Where residents actually go

Manzanillenses do not spend their weekends on the resort peninsula. Here is where they actually eat, drink, and unwind.

The Sunday beach at Miramar and Playa Azul

The open beaches northwest of the peninsula are the real local scene. On Sundays especially, families claim the sand from mid-morning, kids splash in the shallows, and the palapa restaurants along the beach do a roaring trade in whole grilled fish and cold Pacífico beer. This is where the seafood is freshest and cheapest, and where the tuberos walk the sand selling tuba, the fermented palm-sap drink, poured from a decorated gourd and topped with chopped apple and peanuts.
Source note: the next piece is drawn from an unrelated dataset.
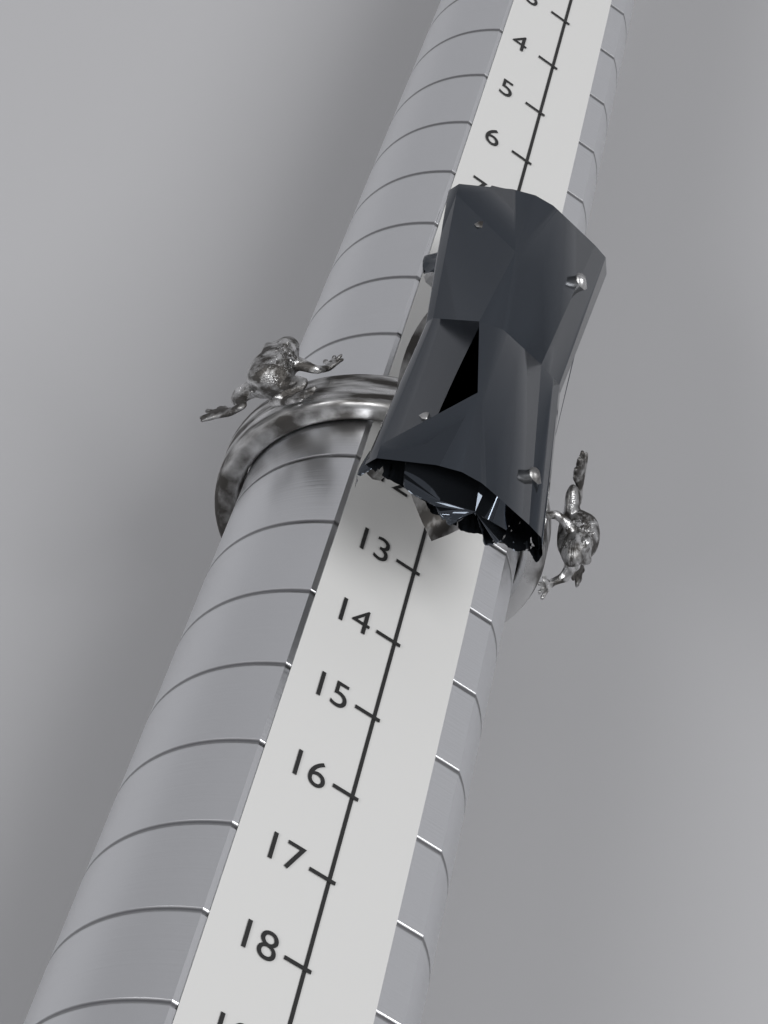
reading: 11.5 (no unit)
Order a whole pescado zarandeado to share and settle in for the afternoon.

The downtown market and marisco stands

For everyday eating, the crowd is downtown around the Mercado Municipal and the taco and marisco stands near the zócalo (Jardín Obregón), not the tourist restaurants. This is where you get sopitos, ceviche tostadas, and marlin empanadas at local prices. Go mid-morning to midday when the market kitchens are firing and the seafood is at its freshest. The fish stalls along the malecón are where families buy the catch straight off the boats.

Cenadurías after dark

In the evening, locals head to the cenadurías, the supper stands and small kitchens that only open at night, for sopitos colimenses (little sopes drenched in a thin tomato broth), pozole, and tacos. It is the Colima habit of eating your main meal late and light. Ask your hotel where the nearest good one is; these are neighborhood spots, not tourist listings.

Weekend escapes inland

When the coastal heat gets heavy, plenty of residents drive out. The Laguna de Cuyutlán, the huge coastal lagoon and salt-flat zone southeast toward Cuyutlán, is a low-key local day out, home to the turtle sanctuary and, in season, the strange “ola verde,” the glowing green wave. Others head up to cooler, arcaded Comala for its free-botana tradition, where snacks keep arriving with your drinks, or on to Colima city for a change from the beach.

What a friend here would tell you

Skip the hotel restaurant and eat where the families eat. A Sunday afternoon at a Miramar palapa with a whole fried fish, a cold gourd of tuba, and your feet in the sand is the most Manzanillo thing you can do, and it costs a fraction of the resort strip. If you only do one “local” thing, do that one. For the dishes by name and rough prices, see food; for the inland runs, see day trips.